Winnipeg Jets dip back into Finnish prospect pool with high IQ Heinola

Watch as the Winnipeg Jets take Ville Heinola with the 20th pick in the 2019 NHL Draft.

Combine the rise of young Finnish players with the Winnipeg Jets’ established ability to mine amateur talent and you could have a perfect match with defenceman Ville Heinola at the 20th overall pick.

The Jets may soon have to be re-named the Lions — as in, the team name of Finland’s national club — given the amount of young kids from that country now in GM Kevin Cheveldayoff’s pipeline. Winnipeg’s two most recent first picks in Round 1 were Finns, with sniper Patrik Laine selected second overall in 2016 and big winger Kristian Vesalainen nabbed 24th overall two years ago in 2017. (No first-round pick for Winnipeg last June.) The Jets also took a seventh-round flyer on Sami Niku in 2015 and he was the American Hockey League defenceman of the year in 2017-18.

Now comes Heinola, whose 14 points in 34 Liiga games — Finland’s top circuit — may not melt your brain, but represent a very solid showing for an undersized kid who didn’t turn 18 until March. For reference, emerging Dallas Stars stud D-man Miro Heiskanen managed just 10 points in 37 contests during his draft-eligible season while competing against the best professionals in Finland. Some of Heinola’s points, as Sportsnet draft guru Sam Cosentino noted, came while the left-shooting rearguard was flipped around, playing the right side of the ice.

His less-than-imposing frame might lead you to assume Heinola depends on hot wheels to make an impact, but that’s not really the case. He’s got a big hockey brain that shines playing the thinking player’s position. Heinola’s calm demeanour — the boys used the old “looks like he’s playing in a rocking chair” line on the Sportsnet broadcast — and spectacular vision allow him to usually make the right play at the right time.

The young man’s good instincts may have even been in play on draft night, as the Jets sauntered up to the podium.

“Our meeting at the [NHL Draft Combine] went well,” he said of the interview he had with the Winnipeg brass in Buffalo a few weeks ago.

Heinola was part of the Finnish team that won gold at the 2019 World Junior Championship in Vancouver six months ago and the amount of talent pouring into the NHL from that country right now is staggering. With Heinola’s WJC teammate Kaapo Kakko going No. 2 overall to the New York Rangers, a Finn has now been selected among the top three picks in each of the past four drafts and five times in the past seven years dating back to Aleksander Barkov being taken by the Florida Panthers in 2013. Prior to that year, a Finn had gone in the top three picks on just three occasions in the entire history of the draft.

Of course, Winnipeg — which dealt away its first-rounder at each of the past two trade deadlines, but got this one back from the Rangers in the Jacob Trouba swap — is a here-and-now team gunning for a title. Heinola probably won’t be able to help with that in the next couple years, but it’s easy to see him being a big part of the plan — along with some of his talented countrymen — in the years to come.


Find every line below where the word "reduced" occurs. Then say how many there are, giving only the number.

Material provided:
-=-=-=-=-

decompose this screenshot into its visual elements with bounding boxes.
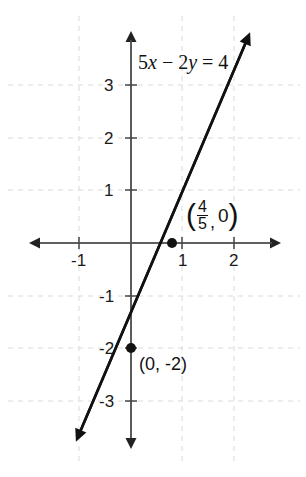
x-tick-label-minus-1: -1: [71, 252, 86, 269]
equation-constant: 4: [218, 51, 228, 73]
coordinate-comma: ,: [210, 213, 215, 231]
x-intercept-annotation: ( 4 5 , 0 ): [186, 199, 239, 233]
equation-equals: =: [202, 51, 213, 73]
y-tick-label-minus-3: -3: [99, 393, 114, 410]
y-tick-label-minus-2: -2: [99, 340, 114, 357]
y-tick-label-2: 2: [104, 130, 113, 147]
point-marker-y-intercept: [126, 343, 136, 353]
x-tick-label-2: 2: [229, 252, 238, 269]
equation-annotation: 5x − 2y = 4: [138, 52, 228, 72]
close-paren: ): [229, 200, 239, 230]
y-intercept-annotation: (0, -2): [139, 355, 187, 373]
equation-var-x: x: [148, 51, 157, 73]
point-marker-x-intercept: [167, 238, 177, 248]
y-tick-label-3: 3: [104, 77, 113, 94]
equation-minus: −: [162, 51, 173, 73]
open-paren: (: [186, 200, 196, 230]
equation-coef-y: 2: [178, 51, 188, 73]
equation-coef-x: 5: [138, 51, 148, 73]
y-tick-label-minus-1: -1: [99, 288, 114, 305]
y-tick-label-1: 1: [104, 182, 113, 199]
fraction-four-fifths: 4 5: [197, 199, 208, 233]
fraction-numerator: 4: [197, 199, 208, 215]
coordinate-graph: 3 2 1 -1 -2 -3 -1 1 2 5x − 2y = 4 ( 4 5 …: [0, 0, 306, 477]
fraction-denominator: 5: [197, 215, 208, 232]
coordinate-zero: 0: [218, 206, 229, 225]
equation-var-y: y: [188, 51, 197, 73]
x-tick-label-1: 1: [178, 252, 187, 269]
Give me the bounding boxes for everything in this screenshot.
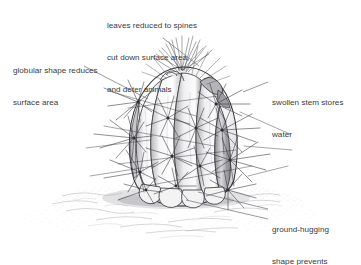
label-line: surface area — [13, 98, 98, 109]
label-swollen-stem: swollen stem stores water — [272, 77, 343, 162]
diagram-canvas: leaves reduced to spines cut down surfac… — [0, 0, 361, 265]
label-leaves-reduced-to-spines: leaves reduced to spines cut down surfac… — [107, 0, 197, 117]
label-line: shape prevents — [272, 257, 339, 265]
label-line: cut down surface area, — [107, 53, 197, 64]
label-line: water — [272, 130, 343, 141]
label-line: ground-hugging — [272, 225, 339, 236]
label-globular-shape: globular shape reduces surface area — [13, 45, 98, 130]
label-line: and deter animals — [107, 85, 197, 96]
label-line: globular shape reduces — [13, 66, 98, 77]
label-line: swollen stem stores — [272, 98, 343, 109]
label-line: leaves reduced to spines — [107, 21, 197, 32]
label-ground-hugging-shape: ground-hugging shape prevents exposure t… — [272, 204, 339, 265]
leader-line-swollen — [243, 82, 268, 92]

-=-=-=-=-

Output of the exercise:
3